Years of professional training disintegrate in nanoseconds. The swell of anger floods my blood stream and steals my ability to breathe. A gush of vile heat pushes my hand high above my head as I roar with angry frustration. I’m ready to launch my cell phone across the room.
“D, don't!” A wall of muscle crashes into me and takes me out like a quarterback. Caleb wrestles the phone from my hand. “What if Lisa calls?”
I stop and think.
What if Lisa calls after I’ve smashed my cell?
Stupid.
I shake my head.
Stupid.
Short of slapping my hand against my forehead, I take a breath. Cooling air fills my lungs and the rage fades. My control slowly returns. My head bobs up and down, informing Caleb everything is back to normal. “Sorry.”
“What’s gotten into you?” Caleb's eyes widen. “Usually, you never let her get to you like this. I mean, tossing your cell through a window? Really?” He lifts a brow in my direction, “C’mon D, you're just not built that way.” He offers me back my cell phone. “You need to get some rest. I’ve never seen you this worked up, D. Not since you hit Dad thirteen years ago. And lord knows, you married a money-hungry dragon, so you've been pushed before!”
A money-hungry dragon? The insult at Izzy’s expense lifts the hair on my neck. “She was still the best damn thing that happened to me,” I reply quickly in her defense.
“You're damn right, she
was
.” He shrugs. “That was, until you had to grow up and she didn't want to. Being saddled with Dad's mess wasn't what she’d signed up for.”

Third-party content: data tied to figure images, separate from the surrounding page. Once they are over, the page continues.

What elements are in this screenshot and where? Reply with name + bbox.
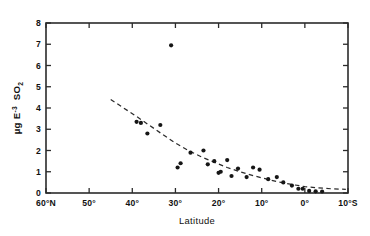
data-point-0-27	[320, 189, 324, 193]
y-tick-label-0: 0	[36, 188, 41, 198]
y-axis-title-species: SO	[11, 85, 22, 100]
data-point-0-16	[245, 175, 249, 179]
y-axis-tick-labels: 012345678	[36, 18, 41, 198]
x-tick-label-1: 50°	[82, 198, 96, 208]
x-axis-tick-labels: 60°N50°40°30°20°10°0°10°S	[36, 198, 358, 208]
y-tick-label-2: 2	[36, 146, 41, 156]
data-point-0-17	[251, 165, 255, 169]
data-point-0-22	[290, 183, 294, 187]
data-point-0-18	[257, 168, 261, 172]
scatter-point-group	[135, 43, 325, 193]
y-tick-label-8: 8	[36, 18, 41, 28]
y-axis-title-species-subscript: 2	[17, 82, 24, 86]
data-point-0-23	[296, 187, 300, 191]
data-point-0-9	[206, 162, 210, 166]
x-tick-label-6: 0°	[301, 198, 310, 208]
data-point-0-10	[212, 159, 216, 163]
data-point-0-2	[145, 131, 149, 135]
y-axis-title: µg E-3 SO2	[11, 82, 24, 135]
y-tick-label-3: 3	[36, 124, 41, 134]
x-tick-label-4: 20°	[212, 198, 226, 208]
data-point-0-5	[175, 165, 179, 169]
data-point-0-25	[307, 189, 311, 193]
x-tick-label-3: 30°	[169, 198, 183, 208]
data-point-0-6	[179, 161, 183, 165]
y-axis-title-prefix: µg E	[11, 112, 22, 134]
x-tick-label-2: 40°	[125, 198, 139, 208]
y-tick-label-1: 1	[36, 167, 41, 177]
data-point-0-12	[219, 170, 223, 174]
scatter-plot-figure: 60°N50°40°30°20°10°0°10°S 012345678 Lati…	[0, 0, 370, 236]
x-tick-label-5: 10°	[255, 198, 269, 208]
data-point-0-8	[201, 148, 205, 152]
chart-canvas: 60°N50°40°30°20°10°0°10°S 012345678 Lati…	[0, 0, 370, 236]
y-tick-label-4: 4	[36, 103, 41, 113]
data-point-0-4	[169, 43, 173, 47]
data-point-0-26	[314, 189, 318, 193]
data-point-0-19	[266, 177, 270, 181]
x-tick-label-0: 60°N	[36, 198, 56, 208]
trend-curve-dashed	[111, 100, 346, 190]
data-point-0-15	[236, 166, 240, 170]
svg-text:µg E-3 SO2: µg E-3 SO2	[11, 82, 24, 135]
data-point-0-1	[139, 121, 143, 125]
y-tick-label-7: 7	[36, 39, 41, 49]
data-point-0-20	[275, 175, 279, 179]
plot-frame	[46, 23, 348, 193]
x-axis-title: Latitude	[179, 215, 215, 226]
data-point-0-3	[158, 123, 162, 127]
data-point-0-0	[135, 120, 139, 124]
data-point-0-13	[225, 158, 229, 162]
data-point-0-24	[301, 187, 305, 191]
y-tick-label-5: 5	[36, 82, 41, 92]
data-point-0-14	[229, 174, 233, 178]
data-point-0-7	[188, 151, 192, 155]
data-point-0-21	[281, 180, 285, 184]
x-tick-label-7: 10°S	[338, 198, 358, 208]
y-tick-label-6: 6	[36, 61, 41, 71]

Suddenly, I don’t feel like talking through anything with someone so biased against my wife—ex-wife, I correct myself.
If only I hadn’t—I push the thought away; it’s not the time or place to think about what I did to Izzy. She wouldn’t have left me if I’d given her another choice. But I hadn’t. “I wasn't saddled with anything,” I refute Caleb’s claims. “And that's not why she left me.”
“
She left
being the operative words. Time to move on.” His cell phone rings, and I’m grateful for the interruption. I've never asked for sympathy over the demise of my marriage, but a little understanding wouldn’t go unwelcome. But right now, I can’t feel sorry for myself over Izzy. My world fell apart three days ago when Lisa didn’t come home from school and now my breath stops as I wait for Caleb to look at the caller ID.
Is it her?
“It's Ashleigh.” He half grimaces and half smiles, as though I’m supposed to know whom Ashleigh is. “It’s late,” he says. “She wouldn’t call this late unless it was important. I have to take this.” He walks toward the door and then stops. “Izzy's moved on to someone else, D,” he reminds me. “It's time you did too.”
As he answers the call, Caleb's voice fades into the distance. I turn back to the window. But all I really see are Izzy’s soft, sympathetic, yet still so very serious eyes staring back at me from a memory. I close my eyes and try to shut her out. But her gentle smile tugs at the corner of her lips, though pain and fear creases around her eyes. The memory of her palm still warms my cheek, until she begs, “Darryl, please, don’t do this!”
As always, the sound of crashing glass chases away the memory of her loving touch. This is followed swiftly by flashes of blood draining in the pristine white sink. Her whimpers flood my core like a broken dam. I have to force my eyes open again, gasp for air as my chest squeezes my lungs. I did that. I made her fear me.
“Georgia's right.” My voice almost echoes in the empty room. “I’ve spectacularly failed at everything Faith ever asked of me.” Of course, no one replies. I’m exactly where I wanted to put myself after the night Izzy left. Alone.
A car door slams outside. A familiar voice cheers a thank you, and I spin around. I watch Lisa wave to whoever has brought her home and then she crosses the street. Two strides. That’s all it takes for me to reach the hallway, and swing the door open before Lisa has even made it to the top of the stairs to our front door.
“Where the fucking hell have you been?” I yell at the top of my voice.